What I saw onscreen was far from the frail and gaunt portrayal of the man often employed by the media in the days leading up to what was to be his grandiose return. His appears fit, strong and even vigorous. At times, I found it hard to believe he was 50. His choreography was tight, built upon precisely-timed movements and cues. It looked exhausting, but Jackson never shows any signs of being tired. It was clear he was a man entirely in charge of the physical instrument that was his body, making all he did seem as natural as taking an afternoon stroll. He was also so very patient and encouraging to his troop of young dancers, but the command in his voice reveals how much creating a new and different world on stage meant to him. I saw man in tune with everything aroud his presence, approaching even the most minute details of his upcoming performance with ferver and passion.
Jackson did not appear to be a man about let down his investors, his fellow performers or his fans. There is no doubt, he was fully prepared for his opening night. That I will always believe. Simply put, he was at the top of his game.
What stayed with me as we walked out of the darkened theatre was Jackson’s disinterest in engaging the cameras and how this only added to both his mystery and his legend. He did not want to acknowledge the camera, because then the world he was creating, the world in which he felt safest, would not be real. Michael Jackson lived in his own world, a world that was far away from all the prejudice and abuse he faced in this one, because that’s what he needed to do. Anyone who went through what Jackson did each day would have to somehow escape to another place, a place somewhere within the far reaches of the mind, if for no other reason, but to shelter his own sense of humanity. Being called a wacko and a freak, again and again, for years on end took its toll on the man. In all the time we knew him from afar, he rarely granted interviews, rarely spoke at all, placing himself into a protective cocoon of isolation. And nowhere did he feel safer than when he was on stage. In effect, throughout “This Is It” he was always performing, but not for those who might see what was being filmed; he was performing for the attending masses at his never-to-be performed sold out show that he saw in the deepest regions his neon kaleidoscope imagination. And what a show it would have been.

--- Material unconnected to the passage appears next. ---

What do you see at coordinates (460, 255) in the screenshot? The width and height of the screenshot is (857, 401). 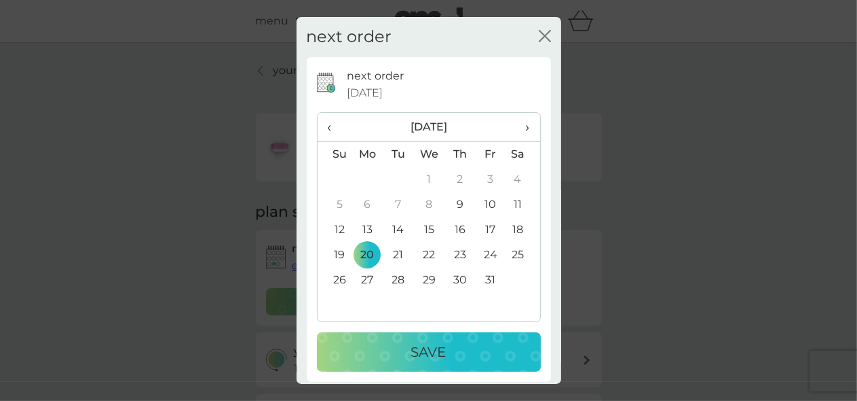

This amazing, kind, eccentric, intriguing, bizarre, talented giant is no longer with us, but the entire planet will never forget. And in that sense, Micheal Jackson, just like his life long hero Peter Pan, has reached his own form of immortality.
There were times throughout the film, upon realizing I was in fact watching the final hours of the man’s life, that tears welled up in my eyes. I miss him already and a part of me always will.